The Beggar
Heidelberg's block book, Beggar / Cripple

Death to The Beggar

Hynke her an myt deyner krucken
Deyn ding das wil sich gelucken
Dich haben die lebenden nicht vor gut
Der tot dir besundern gnade tut

Hobble over here with your crutches;
Your things will succeed now.
The living [people] don't like you;
Death will show you special mercy.
 

Eyn armer geiler hie ym leben
Czu eynem frunde yst nymande eben
Abir der tot wil seyn frund seyn
Her nympt den armen mit dem reichen hyn

A poor beggar here in life
is not likely to be anybody's friend,
but Death will be his friend.
He takes the poor away along with the rich.
Saint Jacob with pilgrim's scallop. Book of hours from 1500.
St. Jakob

This book moves the cripple behind the cook and the peasant. However, the woodcut is marked "20" and should have been placed before the cook (21) and the peasant (22).

The picture of the cripple is a bit ambiguous. On the one hand, he is missing part of one leg. On the other hand, he has a "pilgrim's scallop" in his hat.

This species of scallops is named "Pecten jacobaeus", because pilgrims in the Middle Ages would receive such a shell as proof that they had walked along the Camino de Santiago ("the Way of St. James") to the tomb of James in Santiago de Compostela (Santiago = St. Jacob = St. James).

The cripple has presumably not gone all the way to northwestern Spain on his crutches.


**What you have to do**
For each line below that contains the word "will", make a copy.

**Exercise data**
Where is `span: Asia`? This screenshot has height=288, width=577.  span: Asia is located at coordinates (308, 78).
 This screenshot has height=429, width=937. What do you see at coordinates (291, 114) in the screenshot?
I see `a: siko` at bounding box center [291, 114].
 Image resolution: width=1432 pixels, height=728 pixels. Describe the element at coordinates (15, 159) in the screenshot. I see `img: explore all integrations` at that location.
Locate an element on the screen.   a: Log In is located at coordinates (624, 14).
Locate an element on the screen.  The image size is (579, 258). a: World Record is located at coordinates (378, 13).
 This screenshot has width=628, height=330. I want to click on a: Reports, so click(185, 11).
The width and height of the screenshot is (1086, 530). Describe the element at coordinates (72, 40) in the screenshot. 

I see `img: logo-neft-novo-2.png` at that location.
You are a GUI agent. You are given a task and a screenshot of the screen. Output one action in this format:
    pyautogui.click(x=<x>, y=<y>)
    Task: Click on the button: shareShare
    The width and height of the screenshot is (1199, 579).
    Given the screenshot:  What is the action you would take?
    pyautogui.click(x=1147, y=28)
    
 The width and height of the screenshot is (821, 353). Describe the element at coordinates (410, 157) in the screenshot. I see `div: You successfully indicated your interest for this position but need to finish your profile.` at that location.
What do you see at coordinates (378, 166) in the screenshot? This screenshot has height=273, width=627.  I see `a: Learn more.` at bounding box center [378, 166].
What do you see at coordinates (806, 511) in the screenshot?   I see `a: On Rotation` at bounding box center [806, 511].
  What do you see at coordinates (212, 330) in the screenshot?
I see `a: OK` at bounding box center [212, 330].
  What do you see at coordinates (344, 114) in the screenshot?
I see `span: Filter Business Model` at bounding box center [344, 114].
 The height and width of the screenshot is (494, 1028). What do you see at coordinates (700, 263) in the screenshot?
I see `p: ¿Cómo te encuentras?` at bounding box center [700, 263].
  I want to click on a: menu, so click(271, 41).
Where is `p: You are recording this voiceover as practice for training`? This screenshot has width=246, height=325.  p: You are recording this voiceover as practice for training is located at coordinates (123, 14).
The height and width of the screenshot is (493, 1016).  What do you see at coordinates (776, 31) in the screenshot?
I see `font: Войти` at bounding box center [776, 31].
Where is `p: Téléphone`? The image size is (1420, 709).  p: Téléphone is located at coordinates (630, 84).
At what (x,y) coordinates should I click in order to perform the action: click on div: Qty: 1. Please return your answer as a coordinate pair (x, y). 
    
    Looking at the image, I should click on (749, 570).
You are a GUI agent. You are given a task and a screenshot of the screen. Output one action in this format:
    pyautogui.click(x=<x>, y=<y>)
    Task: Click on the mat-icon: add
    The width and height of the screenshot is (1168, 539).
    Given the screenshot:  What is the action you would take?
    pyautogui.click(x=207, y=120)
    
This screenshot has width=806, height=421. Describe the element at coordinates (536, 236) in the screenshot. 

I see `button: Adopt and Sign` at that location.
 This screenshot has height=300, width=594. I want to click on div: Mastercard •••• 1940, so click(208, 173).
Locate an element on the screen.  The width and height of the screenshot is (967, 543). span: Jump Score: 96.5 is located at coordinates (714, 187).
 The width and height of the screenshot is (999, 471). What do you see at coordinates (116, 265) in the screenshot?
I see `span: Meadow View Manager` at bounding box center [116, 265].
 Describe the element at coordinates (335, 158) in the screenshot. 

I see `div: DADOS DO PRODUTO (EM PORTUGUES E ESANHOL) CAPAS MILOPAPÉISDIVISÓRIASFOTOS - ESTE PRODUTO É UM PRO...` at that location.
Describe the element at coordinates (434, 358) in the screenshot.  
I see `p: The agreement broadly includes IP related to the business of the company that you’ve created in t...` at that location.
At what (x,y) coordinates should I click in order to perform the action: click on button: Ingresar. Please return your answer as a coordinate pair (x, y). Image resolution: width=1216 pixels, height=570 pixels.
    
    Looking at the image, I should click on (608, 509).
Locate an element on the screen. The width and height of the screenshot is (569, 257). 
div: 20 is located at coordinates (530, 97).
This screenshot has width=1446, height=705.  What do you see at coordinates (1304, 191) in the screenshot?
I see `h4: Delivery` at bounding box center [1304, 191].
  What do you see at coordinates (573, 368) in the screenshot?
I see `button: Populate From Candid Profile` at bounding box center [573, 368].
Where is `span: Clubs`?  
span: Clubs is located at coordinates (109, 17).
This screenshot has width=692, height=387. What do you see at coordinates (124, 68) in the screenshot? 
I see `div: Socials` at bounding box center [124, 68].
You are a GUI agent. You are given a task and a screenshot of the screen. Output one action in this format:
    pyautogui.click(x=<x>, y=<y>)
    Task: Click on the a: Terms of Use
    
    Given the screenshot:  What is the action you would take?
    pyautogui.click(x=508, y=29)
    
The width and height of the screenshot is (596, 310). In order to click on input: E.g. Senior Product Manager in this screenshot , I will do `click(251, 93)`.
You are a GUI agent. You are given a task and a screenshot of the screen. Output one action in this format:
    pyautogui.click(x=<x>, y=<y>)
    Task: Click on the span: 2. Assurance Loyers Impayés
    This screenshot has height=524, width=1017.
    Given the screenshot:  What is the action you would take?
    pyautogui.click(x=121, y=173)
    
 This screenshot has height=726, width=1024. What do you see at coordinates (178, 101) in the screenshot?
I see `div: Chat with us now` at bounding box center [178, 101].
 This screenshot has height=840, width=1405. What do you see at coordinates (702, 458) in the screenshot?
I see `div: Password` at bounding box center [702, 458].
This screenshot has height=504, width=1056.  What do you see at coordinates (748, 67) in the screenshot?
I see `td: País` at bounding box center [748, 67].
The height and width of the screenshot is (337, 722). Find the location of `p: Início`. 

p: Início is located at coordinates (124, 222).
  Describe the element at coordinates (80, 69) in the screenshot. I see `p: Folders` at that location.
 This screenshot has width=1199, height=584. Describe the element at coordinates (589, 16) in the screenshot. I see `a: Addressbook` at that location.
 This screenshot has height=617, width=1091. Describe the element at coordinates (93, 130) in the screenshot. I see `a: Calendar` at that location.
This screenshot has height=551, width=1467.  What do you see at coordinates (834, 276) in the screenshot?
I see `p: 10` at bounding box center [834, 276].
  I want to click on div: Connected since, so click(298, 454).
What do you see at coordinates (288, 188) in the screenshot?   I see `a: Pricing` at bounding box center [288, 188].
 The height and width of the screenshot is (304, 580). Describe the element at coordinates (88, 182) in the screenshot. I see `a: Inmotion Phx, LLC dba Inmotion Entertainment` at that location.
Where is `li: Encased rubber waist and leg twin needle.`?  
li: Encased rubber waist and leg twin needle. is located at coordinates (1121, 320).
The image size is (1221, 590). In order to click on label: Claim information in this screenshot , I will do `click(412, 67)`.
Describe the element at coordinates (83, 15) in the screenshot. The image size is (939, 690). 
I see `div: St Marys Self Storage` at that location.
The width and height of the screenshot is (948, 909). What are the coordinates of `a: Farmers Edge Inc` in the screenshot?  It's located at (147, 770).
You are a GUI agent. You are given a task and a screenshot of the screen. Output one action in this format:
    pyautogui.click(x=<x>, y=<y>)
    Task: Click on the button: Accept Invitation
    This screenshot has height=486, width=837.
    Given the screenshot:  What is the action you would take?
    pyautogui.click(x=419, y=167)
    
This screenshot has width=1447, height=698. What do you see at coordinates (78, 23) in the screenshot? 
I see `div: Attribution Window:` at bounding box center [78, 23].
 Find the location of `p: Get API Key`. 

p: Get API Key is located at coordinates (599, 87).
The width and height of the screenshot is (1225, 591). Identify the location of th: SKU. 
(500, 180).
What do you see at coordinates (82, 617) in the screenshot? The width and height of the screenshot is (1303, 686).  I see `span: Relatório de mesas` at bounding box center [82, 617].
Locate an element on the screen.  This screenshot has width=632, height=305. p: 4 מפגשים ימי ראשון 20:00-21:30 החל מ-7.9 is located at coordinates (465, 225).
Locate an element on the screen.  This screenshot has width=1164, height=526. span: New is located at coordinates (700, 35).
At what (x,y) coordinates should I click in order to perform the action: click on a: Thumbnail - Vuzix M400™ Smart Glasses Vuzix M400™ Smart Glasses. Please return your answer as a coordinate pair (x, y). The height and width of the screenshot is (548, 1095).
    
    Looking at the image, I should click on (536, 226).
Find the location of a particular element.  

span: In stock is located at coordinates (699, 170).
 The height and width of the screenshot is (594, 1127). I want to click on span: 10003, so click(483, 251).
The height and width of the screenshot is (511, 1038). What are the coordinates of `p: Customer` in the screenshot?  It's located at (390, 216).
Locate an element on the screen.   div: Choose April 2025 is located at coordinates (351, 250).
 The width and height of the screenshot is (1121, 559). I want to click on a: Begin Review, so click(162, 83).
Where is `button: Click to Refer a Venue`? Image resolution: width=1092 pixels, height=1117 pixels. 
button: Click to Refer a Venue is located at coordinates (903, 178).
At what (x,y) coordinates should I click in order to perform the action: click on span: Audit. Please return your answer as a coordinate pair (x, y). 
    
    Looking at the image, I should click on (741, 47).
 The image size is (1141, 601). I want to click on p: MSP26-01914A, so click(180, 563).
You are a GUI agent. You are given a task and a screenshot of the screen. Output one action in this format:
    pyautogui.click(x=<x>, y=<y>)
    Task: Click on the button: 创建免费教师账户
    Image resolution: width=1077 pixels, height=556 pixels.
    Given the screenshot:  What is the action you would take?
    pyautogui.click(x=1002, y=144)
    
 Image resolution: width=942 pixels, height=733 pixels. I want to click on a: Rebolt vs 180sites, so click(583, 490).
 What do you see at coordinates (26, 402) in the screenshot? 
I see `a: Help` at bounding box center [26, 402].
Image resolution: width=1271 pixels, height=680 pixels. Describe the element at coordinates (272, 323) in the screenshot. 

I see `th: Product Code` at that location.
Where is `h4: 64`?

**Task answer**
The width and height of the screenshot is (596, 310). In order to click on input: E.g. Senior Product Manager in this screenshot , I will do `click(251, 93)`.
The image size is (1221, 590). In order to click on label: Claim information in this screenshot , I will do `click(412, 67)`.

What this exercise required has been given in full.